Why you need to become a container expert
Containers are trendy. Is that sufficient reason to specialise in the things? In essence, of course, it is always interesting to stay up to date on upcoming technology. But when it comes to containers, there are additional arguments.
1. Virtual machines
If you want to follow the technology world closely, you can’t ignore containers. You might almost think that these days, everyone develops cloud native applications with microservices in mind. In practice, of course, that is not the case. The faithful old virtual machine is far from dead and has its own advantages. Nevertheless, there are positives to becoming a container expert.
Let’s first take a look at why containers are necessary. In the beginning, there was the physical server, with an operating system and an accompanying application. This approach was sufficient until Moore’s law meant that the processing power of even modest servers began to exceed the demand of many applications.
In the early 2000s, the solution appeared with virtualisation. The technology allows you to run several virtual computers on one physical server. Every virtual machine (VM) has its own operating system with an application. VMs have now become a commodity.
2. Light and flexible
Containers go a step further. A VM has to include a digital computer with its own operating system and soon reaches several gigabytes, even when only one simple application runs on it. The container resolves that problem by bagging an application that only has those components of the OS that are necessary to run the application. So a container weighs just a few megabytes.
You are familiar with the advantages: by definition, these things have an app and the related dependencies on board, so they are portable. Containers can be started up very easily and they are small, which benefits scalability. In addition, they encourage working with microservices. So you no longer have to develop a large, monolithic application. Instead, you build an application of various components that run individually in containers. These components can be easily processed and updated. That brings a bonus: if something goes wrong with one component, the entire underlying application does not go offline.
3. The downside
So why doesn’t everyone use containers today? Two major disadvantages stand in the way of adoption, and the second of these in particular makes it very attractive for developers to go into this technology in more depth.
The first disadvantage is technical and relates to security. Various VMs on one server are almost entirely separate from one another. In practice, applications from two different companies can run in the cloud on VMs on the same physical server without any risk. These things have their own OS and chat with their own virtualised version of the underlying hardware.
Containers admittedly have their own dependencies on board, but they share one operating system on a server. So this OS is only installed once, which makes the container so light and portable, but theoretically also involves a security risk. Anyone who can fiddle with the OS on which containers run can in theory invade all containers.
4. Disadvantage or advantage?
The second disadvantage is practical: containers are relatively new and few IT people are real experts in this field. So a developer with experience in cloud native development with containers is a very rare being. Organisations wishing to embrace containers come up against a shortage of qualified staff.
Perhaps an organisation wants to convert the legacy infrastructure into handy, future-proof container applications, but lacks available experts. And since the right profiles are rare, they come with a premium. The salaries are higher, so the applications are somewhat more expensive. That financial detail, combined with the bottleneck of availability, prevents large-scale adoption.
Annoying for companies, handy for you. Those with the right qualifications have a very popular profile, even among IT people who are already highly prized. Setting aside all the other advantages and disadvantage of containers, that is the main argument for honing your knowledge or keeping it up to standard.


= Problem details =
A word-for-word copy of the records below is needed, without the images.

= Given entries =

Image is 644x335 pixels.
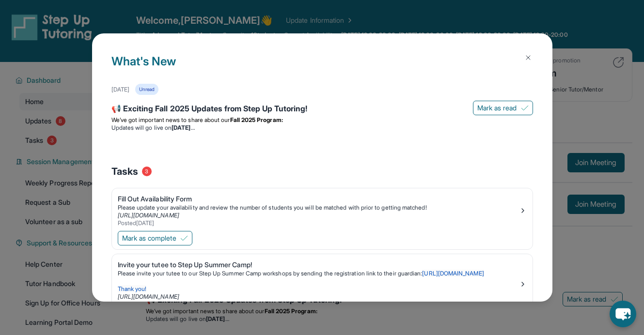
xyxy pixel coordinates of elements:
[112,165,138,178] span: Tasks
[118,301,519,308] div: Posted [DATE]
[524,54,532,62] img: Close Icon
[112,52,533,84] h1: What's New
[118,260,519,270] div: Invite your tutee to Step Up Summer Camp!
[112,124,533,131] li: Updates will go live on
[422,270,484,277] a: [URL][DOMAIN_NAME]
[477,103,518,113] span: Mark as read
[118,211,180,219] a: [URL][DOMAIN_NAME]
[230,116,283,124] strong: Fall 2025 Program:
[112,116,230,124] span: We’ve got important news to share about our
[112,188,533,229] a: Fill Out Availability FormPlease update your availability and review the number of students you w...
[142,167,151,176] span: 3
[118,194,519,204] div: Fill Out Availability Form
[112,254,533,310] a: Invite your tutee to Step Up Summer Camp!Please invite your tutee to our Step Up Summer Camp work...
[122,234,176,243] span: Mark as complete
[610,301,636,327] button: chat-button
[112,103,533,116] div: 📢 Exciting Fall 2025 Updates from Step Up Tutoring!
[118,219,519,227] div: Posted [DATE]
[521,104,529,112] img: Mark as read
[135,84,158,95] div: Unread
[181,234,188,242] img: Mark as complete
[118,231,193,246] button: Mark as complete
[473,100,533,115] button: Mark as read
[118,204,519,211] div: Please update your availability and review the number of students you will be matched with prior ...
[118,270,519,277] p: Please invite your tutee to our Step Up Summer Camp workshops by sending the registration link to...
[172,124,194,131] strong: [DATE]
[112,86,130,94] div: [DATE]
[118,285,147,293] span: Thank you!
[118,293,180,301] a: [URL][DOMAIN_NAME]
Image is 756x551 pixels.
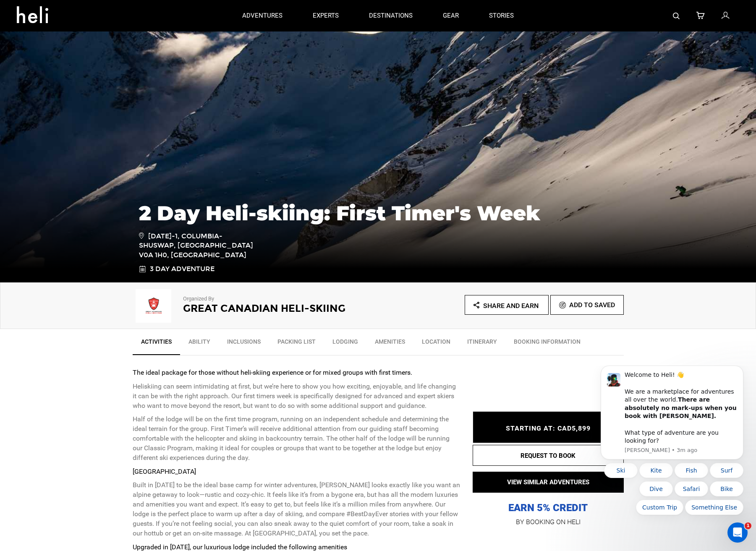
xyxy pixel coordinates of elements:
p: Half of the lodge will be on the first time program, running on an independent schedule and deter... [133,415,460,462]
strong: Upgraded in [DATE], our luxurious lodge included the following amenities [133,543,347,551]
a: Lodging [324,333,366,354]
a: Itinerary [459,333,505,354]
span: [DATE]-1, Columbia-Shuswap, [GEOGRAPHIC_DATA] V0A 1H0, [GEOGRAPHIC_DATA] [139,231,258,261]
span: Add To Saved [569,301,615,308]
a: Packing List [269,333,324,354]
img: img_9251f6c852f2d69a6fdc2f2f53e7d310.png [133,289,175,323]
button: REQUEST TO BOOK [472,445,623,466]
a: Location [414,333,459,354]
span: STARTING AT: CAD5,899 [506,425,590,432]
a: Inclusions [219,333,269,354]
p: EARN 5% CREDIT [472,417,623,514]
span: 3 Day Adventure [150,265,214,274]
a: BOOKING INFORMATION [505,333,589,354]
strong: The ideal package for those without heli-skiing experience or for mixed groups with first timers. [133,369,412,376]
span: 1 [744,523,751,529]
p: Heliskiing can seem intimidating at first, but we’re here to show you how exciting, enjoyable, an... [133,382,460,411]
p: BY BOOKING ON HELI [472,516,623,528]
span: Share and Earn [483,302,538,309]
a: Ability [180,333,219,354]
p: destinations [369,11,413,20]
p: Organized By [183,295,355,303]
iframe: Intercom notifications message [588,365,756,546]
button: VIEW SIMILAR ADVENTURES [472,471,623,492]
img: search-bar-icon.svg [673,13,679,19]
p: Built in [DATE] to be the ideal base camp for winter adventures, [PERSON_NAME] looks exactly like... [133,481,460,538]
strong: [GEOGRAPHIC_DATA] [133,468,196,476]
h1: 2 Day Heli-skiing: First Timer's Week [139,202,617,224]
p: experts [313,11,339,20]
a: Amenities [366,333,414,354]
iframe: Intercom live chat [728,523,748,543]
a: Activities [133,333,180,355]
p: adventures [243,11,283,20]
h2: Great Canadian Heli-Skiing [183,303,355,314]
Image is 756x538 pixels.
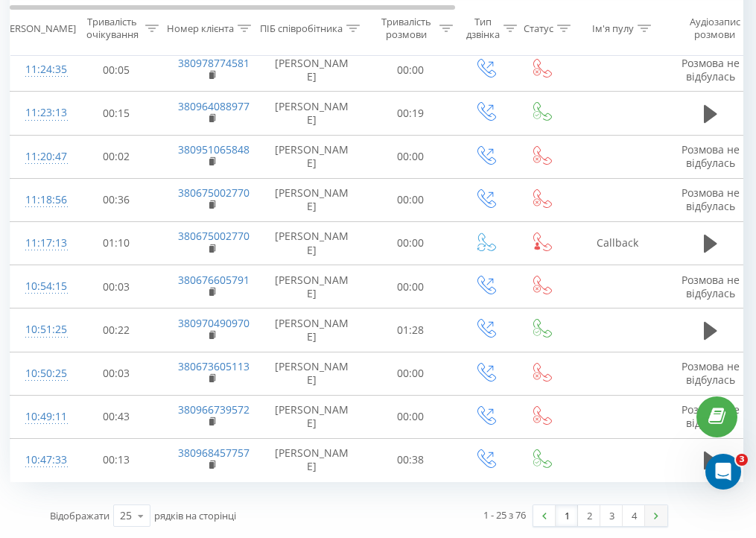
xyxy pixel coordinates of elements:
[178,359,250,374] a: 380673605113
[178,273,250,287] a: 380676605791
[154,509,236,523] span: рядків на сторінці
[120,509,132,523] div: 25
[178,316,250,330] a: 380970490970
[25,272,55,301] div: 10:54:15
[682,273,740,300] span: Розмова не відбулась
[178,185,250,200] a: 380675002770
[682,359,740,387] span: Розмова не відбулась
[260,395,365,438] td: [PERSON_NAME]
[260,352,365,395] td: [PERSON_NAME]
[70,438,163,481] td: 00:13
[178,142,250,157] a: 380951065848
[260,309,365,352] td: [PERSON_NAME]
[737,454,748,466] span: 3
[365,178,458,222] td: 00:00
[601,506,623,527] a: 3
[25,55,55,84] div: 11:24:35
[25,185,55,214] div: 11:18:56
[70,222,163,265] td: 01:10
[70,395,163,438] td: 00:43
[25,446,55,475] div: 10:47:33
[260,178,365,222] td: [PERSON_NAME]
[365,395,458,438] td: 00:00
[377,15,436,41] div: Тривалість розмови
[682,56,740,83] span: Розмова не відбулась
[365,222,458,265] td: 00:00
[365,49,458,91] td: 00:00
[365,135,458,178] td: 00:00
[178,403,250,417] a: 380966739572
[25,229,55,258] div: 11:17:13
[569,222,666,265] td: Callback
[365,352,458,395] td: 00:00
[260,22,343,34] div: ПІБ співробітника
[70,178,163,222] td: 00:36
[682,142,740,170] span: Розмова не відбулась
[25,99,55,128] div: 11:23:13
[178,56,250,70] a: 380978774581
[70,135,163,178] td: 00:02
[178,100,250,113] a: 380964088977
[260,91,365,135] td: [PERSON_NAME]
[25,403,55,432] div: 10:49:11
[178,446,250,460] a: 380968457757
[679,15,751,41] div: Аудіозапис розмови
[260,265,365,309] td: [PERSON_NAME]
[50,509,109,523] span: Відображати
[578,506,601,527] a: 2
[70,49,163,91] td: 00:05
[555,506,578,527] a: 1
[82,15,141,41] div: Тривалість очікування
[70,265,163,309] td: 00:03
[167,22,234,34] div: Номер клієнта
[365,438,458,481] td: 00:38
[365,309,458,352] td: 01:28
[25,142,55,172] div: 11:20:47
[467,15,500,41] div: Тип дзвінка
[260,438,365,481] td: [PERSON_NAME]
[365,91,458,135] td: 00:19
[25,359,55,388] div: 10:50:25
[484,508,526,523] div: 1 - 25 з 76
[178,229,250,243] a: 380675002770
[365,265,458,309] td: 00:00
[70,91,163,135] td: 00:15
[70,309,163,352] td: 00:22
[682,185,740,214] span: Розмова не відбулась
[260,49,365,91] td: [PERSON_NAME]
[524,22,554,34] div: Статус
[593,22,634,34] div: Ім'я пулу
[1,22,76,34] div: [PERSON_NAME]
[706,454,741,489] iframe: Intercom live chat
[70,352,163,395] td: 00:03
[682,403,740,430] span: Розмова не відбулась
[260,135,365,178] td: [PERSON_NAME]
[25,316,55,345] div: 10:51:25
[623,506,645,527] a: 4
[260,222,365,265] td: [PERSON_NAME]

= Response area =
Image is 644x335 pixels.
xyxy pixel coordinates of elements:
[112,165,138,178] span: Tasks
[118,301,519,308] div: Posted [DATE]
[524,54,532,62] img: Close Icon
[112,52,533,84] h1: What's New
[118,260,519,270] div: Invite your tutee to Step Up Summer Camp!
[112,124,533,131] li: Updates will go live on
[422,270,484,277] a: [URL][DOMAIN_NAME]
[477,103,518,113] span: Mark as read
[118,211,180,219] a: [URL][DOMAIN_NAME]
[230,116,283,124] strong: Fall 2025 Program:
[112,116,230,124] span: We’ve got important news to share about our
[112,188,533,229] a: Fill Out Availability FormPlease update your availability and review the number of students you w...
[142,167,151,176] span: 3
[118,194,519,204] div: Fill Out Availability Form
[112,254,533,310] a: Invite your tutee to Step Up Summer Camp!Please invite your tutee to our Step Up Summer Camp work...
[122,234,176,243] span: Mark as complete
[610,301,636,327] button: chat-button
[112,103,533,116] div: 📢 Exciting Fall 2025 Updates from Step Up Tutoring!
[118,219,519,227] div: Posted [DATE]
[521,104,529,112] img: Mark as read
[135,84,158,95] div: Unread
[181,234,188,242] img: Mark as complete
[118,231,193,246] button: Mark as complete
[473,100,533,115] button: Mark as read
[118,204,519,211] div: Please update your availability and review the number of students you will be matched with prior ...
[118,270,519,277] p: Please invite your tutee to our Step Up Summer Camp workshops by sending the registration link to...
[172,124,194,131] strong: [DATE]
[112,86,130,94] div: [DATE]
[118,285,147,293] span: Thank you!
[118,293,180,301] a: [URL][DOMAIN_NAME]
Image is 756x551 pixels.
xyxy pixel coordinates of elements:
p: Half of the lodge will be on the first time program, running on an independent schedule and deter... [133,415,460,462]
strong: Upgraded in [DATE], our luxurious lodge included the following amenities [133,543,347,551]
a: Lodging [324,333,366,354]
a: Itinerary [459,333,505,354]
span: [DATE]-1, Columbia-Shuswap, [GEOGRAPHIC_DATA] V0A 1H0, [GEOGRAPHIC_DATA] [139,231,258,261]
span: Add To Saved [569,301,615,308]
a: Packing List [269,333,324,354]
img: img_9251f6c852f2d69a6fdc2f2f53e7d310.png [133,289,175,323]
button: REQUEST TO BOOK [472,445,623,466]
a: Location [414,333,459,354]
span: STARTING AT: CAD5,899 [506,425,590,432]
a: Inclusions [219,333,269,354]
p: EARN 5% CREDIT [472,417,623,514]
span: 3 Day Adventure [150,265,214,274]
a: BOOKING INFORMATION [505,333,589,354]
strong: The ideal package for those without heli-skiing experience or for mixed groups with first timers. [133,369,412,376]
span: 1 [744,523,751,529]
p: Heliskiing can seem intimidating at first, but we’re here to show you how exciting, enjoyable, an... [133,382,460,411]
p: BY BOOKING ON HELI [472,516,623,528]
span: Share and Earn [483,302,538,309]
a: Ability [180,333,219,354]
p: destinations [369,11,413,20]
p: Organized By [183,295,355,303]
iframe: Intercom notifications message [588,365,756,546]
button: VIEW SIMILAR ADVENTURES [472,471,623,492]
img: search-bar-icon.svg [673,13,679,19]
p: Built in [DATE] to be the ideal base camp for winter adventures, [PERSON_NAME] looks exactly like... [133,481,460,538]
strong: [GEOGRAPHIC_DATA] [133,468,196,476]
h1: 2 Day Heli-skiing: First Timer's Week [139,202,617,224]
p: experts [313,11,339,20]
a: Amenities [366,333,414,354]
iframe: Intercom live chat [728,523,748,543]
a: Activities [133,333,180,355]
p: adventures [243,11,283,20]
h2: Great Canadian Heli-Skiing [183,303,355,314]
Image is 756x538 pixels.
xyxy pixel coordinates of elements:
[178,359,250,374] a: 380673605113
[178,273,250,287] a: 380676605791
[154,509,236,523] span: рядків на сторінці
[120,509,132,523] div: 25
[178,316,250,330] a: 380970490970
[25,272,55,301] div: 10:54:15
[682,273,740,300] span: Розмова не відбулась
[178,185,250,200] a: 380675002770
[682,359,740,387] span: Розмова не відбулась
[260,395,365,438] td: [PERSON_NAME]
[260,352,365,395] td: [PERSON_NAME]
[70,438,163,481] td: 00:13
[178,142,250,157] a: 380951065848
[260,309,365,352] td: [PERSON_NAME]
[737,454,748,466] span: 3
[365,178,458,222] td: 00:00
[601,506,623,527] a: 3
[25,55,55,84] div: 11:24:35
[25,185,55,214] div: 11:18:56
[70,222,163,265] td: 01:10
[70,395,163,438] td: 00:43
[25,446,55,475] div: 10:47:33
[260,178,365,222] td: [PERSON_NAME]
[365,395,458,438] td: 00:00
[377,15,436,41] div: Тривалість розмови
[682,56,740,83] span: Розмова не відбулась
[365,222,458,265] td: 00:00
[365,49,458,91] td: 00:00
[365,135,458,178] td: 00:00
[178,403,250,417] a: 380966739572
[25,229,55,258] div: 11:17:13
[569,222,666,265] td: Callback
[365,352,458,395] td: 00:00
[260,22,343,34] div: ПІБ співробітника
[70,178,163,222] td: 00:36
[682,142,740,170] span: Розмова не відбулась
[25,99,55,128] div: 11:23:13
[178,56,250,70] a: 380978774581
[70,135,163,178] td: 00:02
[178,100,250,113] a: 380964088977
[260,91,365,135] td: [PERSON_NAME]
[25,403,55,432] div: 10:49:11
[178,446,250,460] a: 380968457757
[679,15,751,41] div: Аудіозапис розмови
[260,265,365,309] td: [PERSON_NAME]
[50,509,109,523] span: Відображати
[578,506,601,527] a: 2
[70,49,163,91] td: 00:05
[555,506,578,527] a: 1
[82,15,141,41] div: Тривалість очікування
[70,265,163,309] td: 00:03
[167,22,234,34] div: Номер клієнта
[365,438,458,481] td: 00:38
[365,309,458,352] td: 01:28
[25,142,55,172] div: 11:20:47
[467,15,500,41] div: Тип дзвінка
[260,438,365,481] td: [PERSON_NAME]
[365,91,458,135] td: 00:19
[25,359,55,388] div: 10:50:25
[484,508,526,523] div: 1 - 25 з 76
[178,229,250,243] a: 380675002770
[365,265,458,309] td: 00:00
[70,91,163,135] td: 00:15
[70,309,163,352] td: 00:22
[682,185,740,214] span: Розмова не відбулась
[260,49,365,91] td: [PERSON_NAME]
[524,22,554,34] div: Статус
[593,22,634,34] div: Ім'я пулу
[1,22,76,34] div: [PERSON_NAME]
[706,454,741,489] iframe: Intercom live chat
[70,352,163,395] td: 00:03
[682,403,740,430] span: Розмова не відбулась
[260,135,365,178] td: [PERSON_NAME]
[25,316,55,345] div: 10:51:25
[623,506,645,527] a: 4
[260,222,365,265] td: [PERSON_NAME]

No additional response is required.